About the Company
Audio Kino — Hungarian Audio Brand (1950s)
Brand: Audio Kino
Manufacturer: Audio Kino és Hangtechnikai Vállalat (Audio Kino and Sound Technology Company)
Country: Hungary
Years in Business: Approximately 1950 – 1959
Product Focus: Consumer audio equipment (turntables, radios, microphones, speakers, and a small number of tape recorder products)
Unlike many mainstream reel-to-reel brands, Audio Kino was not primarily a dedicated reel-to-reel tape deck manufacturer (i.e., it did not produce a full line of open-reel tape recorders on its own). Instead, it was a mid-20th-century Hungarian audio maker that experimented with tape recorders and adapters within a broader product range.
Company Background
Founded: About 1950 by Nagy Andor, Vörös Rezső, and Pulvári Károly in Budapest, Hungary.
Industry: Consumer audio and sound technology.
Products: Turntables, radios, microphones, speakers, and a small number of tape recorder products.

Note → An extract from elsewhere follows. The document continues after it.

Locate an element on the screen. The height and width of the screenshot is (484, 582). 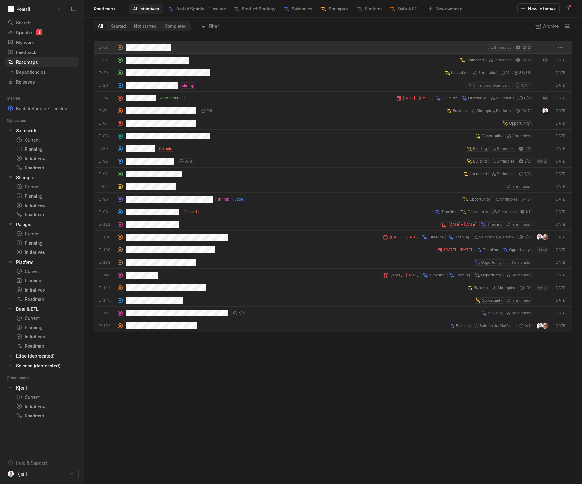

End of Era: Around 1959, the company ceased operations or was subsumed into state structures typical of Central and Eastern Europe in that period.
Audio Kino’s primary relevance today lies in its early participation in magnetic audio — but its presence in the reel-to-reel market was very modest relative to other mid-century brands.
Reel-to-Reel Tape Product(s)
Audio Kino AM-155 Tape Recorder Adapter
Role: Not a full reel-to-reel tape deck, but an adapter unit designed to allow tape recording/playback using a turntable’s motor as the drive system.
Category: Tape recorder adapter, not a standalone reel deck.
Electronics: Vacuum-tube circuitry.
Tape Format: Full-track mono (½ track) on 7″ reels.
Speed: 7½ ips (19 cm/s).
General Specs: Mono record/playback with a permalloy head; wide frequency-response limitations and modest sound-quality ratings typical of early consumer tube machines.
Era: Circa 1954–1956.
This kind of turntable-driven adapter was sold by a handful of companies in the early 1950s before purpose-built reel-to-reel machines became more common. The design allowed users to repurpose the spindle speed of a record player to run tape transport, but such adapters were mechanically and acoustically inferior to dedicated tape decks.
Production Context and Market Position
Limited Tape Deck Production
Audio Kino did not develop a broad reel-to-reel tape deck lineup like brands such as Akai, Philips, Telefunken, or TEAC.
The AM-155 is essentially an adapter for early magnetic tape experiments rather than a self-contained high-fidelity tape recorder.
No other dedicated open-reel tape recorder models are reliably documented under the Audio Kino name in consumer or collector registries.
Hungarian and Eastern European Market
During the 1950s, Hungary and much of Eastern Europe were emerging into consumer electronics production with small domestic firms producing radios, turntables, and basic audio gear.
Magnetic tape technology was still new and relatively expensive, so adapters and hybrid units were among the earliest approaches before fully integrated tape decks became common.
Nationalisation
Audio Kino appears to have been nationalized or reorganized by the Hungarian state toward the end of its period of activity, a fate shared by many private firms in Eastern Europe in that era.
Legacy
Audio Kino’s reel-to-reel footprint is very limited — essentially a single adapter product rather than a dedicated reel-to-reel brand line.
Its historical significance is primarily regional: as part of Hungary’s early post-war consumer audio industry rather than a major global tape recorder maker.
The AM-155 adapter remains interesting to collectors mainly for its unusual design and as a curiosity from the early tape era.